SPEAKING OF SPORTS

by Barry Stagg

July 1998

YANKEE BASEBALL IN NEWFOUNDLAND

Yankee baseball has two meanings for some Newfoundlanders. Fans of the fabled New York Yankees, such as this writer, think of Mickey Mantle, Whitey Ford, Ron Guidry and David Cone when the term Yankee baseball is used. However Yankee baseball also sums up a wonderful era in Newfoundland sport mostly in the 1950's and 1960's when the American military bases in Newfoundland produced great players, coaches and overall great baseball for Newfoundland players and fans.

The Harmon Huskies were the base baseball team at Ernest Harmon Air Force Base in Stephenville. The Huskies, with their team of young American servicemen, played against the local squads from Stephenville and Port au Port and Corner Brook. The calibre of play from the base team might vary from game to game or season to season depending on the personnel available and the level of enthusiasm and competition involved. However one thing that the base did produce was a contingent of good American coaches. The baseball systems in Corner Brook and Stephenville and Port au Port benefited greatly from this. When the Americans flew out of Harmon Field for the last time in 1966 they took with them the foundation of a solid baseball program that had prospered along with the military town of Stephenville and the surrounding communities.

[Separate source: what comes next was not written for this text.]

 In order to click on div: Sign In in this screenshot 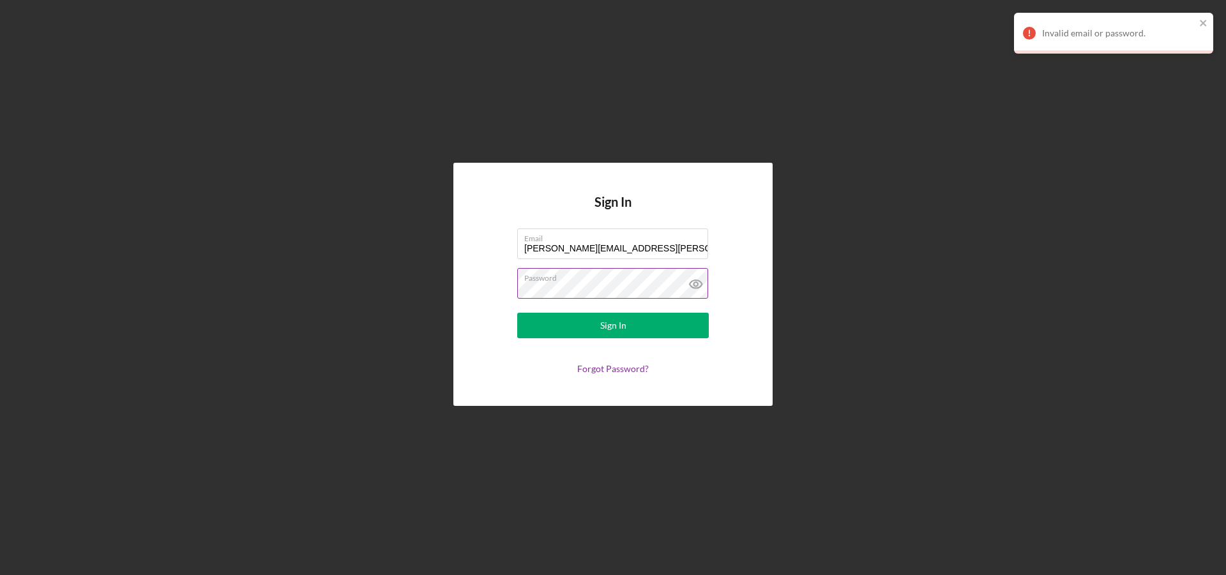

When I played baseball in that area in the 70's and 80's it was quite noticeable that the calibre of baseball had gone down since the heyday of the sport while the Americans were still around. The American coaches had moved on to serve the American military effort in places like Saigon. The sixties were a time of change and Stephenville's military role disappeared into the morass of the Viet Nam War. The Harmon Huskies were to play no more.

In many ways Stephenville in the days of the American base was like a small American town. The local citizens could count on steady jobs and good wages from the base and the recreational opportunities were the same as if the base were located in the mid-Western U.S. or perhaps in the state of Maine. All of this changed and not for the better when the Americans left.

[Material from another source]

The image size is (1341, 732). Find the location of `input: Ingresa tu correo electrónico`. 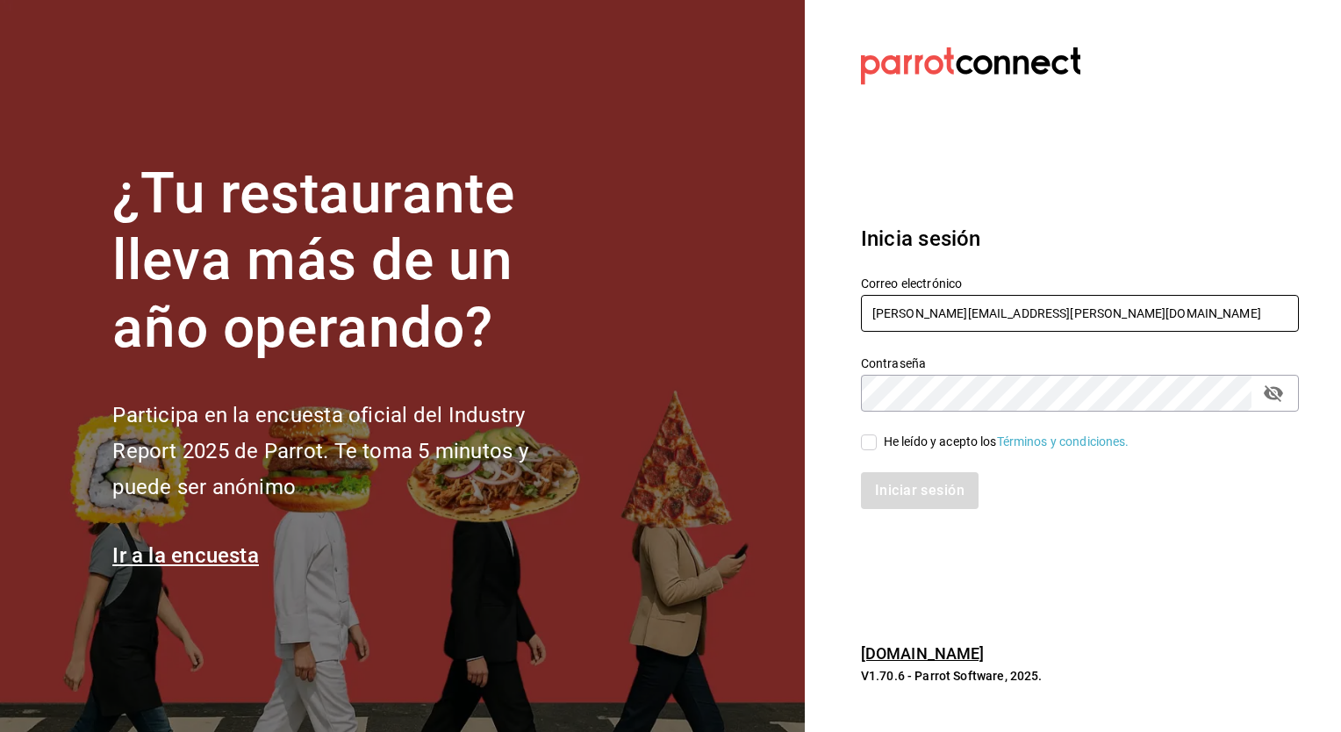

The economic story of the downfall and revival of Stephenville is for another time and for another column. However in these days when Newfoundland history seems too much to concentrate on stories of disaster and the perpetual enfeeblement of Newfoundland it is noteworthy to remember that in the town of Stephenville, Yankee baseball was like a proud economic flag.

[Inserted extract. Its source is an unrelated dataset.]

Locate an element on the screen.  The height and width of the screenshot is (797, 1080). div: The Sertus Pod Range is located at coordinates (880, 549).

Newfoundlanders knew how to take advantage of economic opportunities. Baseball fields sprouted up as a result of the solid economy that the Americans brought to western Newfoundland. Yankee baseball is long gone. Perhaps the reasons that it existed at all are being lost in obscurity as well.

The Americans came to Stephenville because of Sir Winston Churchill. During World War II, the British prime minister negotiated the vital agreement with the Americans known as the Lend-Lease Program. Britain got desperately needed war supplies to fight and defeat the Nazis while the Americans received ,among other things, the right to establish military bases in Newfoundland. Thus Harmon Field was born. Thank you Mr. Churchill. While Canada's sixties savior , Pierre Trudeau, sported his German military garb in Montreal, Churchill brought economic prosperity to Newfoundland. What was it again that Mr. Trudeau did for Newfoundland?

That is the short version of how the Americans brought baseball to Stephenville. The story has a lot of other angles for another time.

Until next month: Be proud , be prosperous.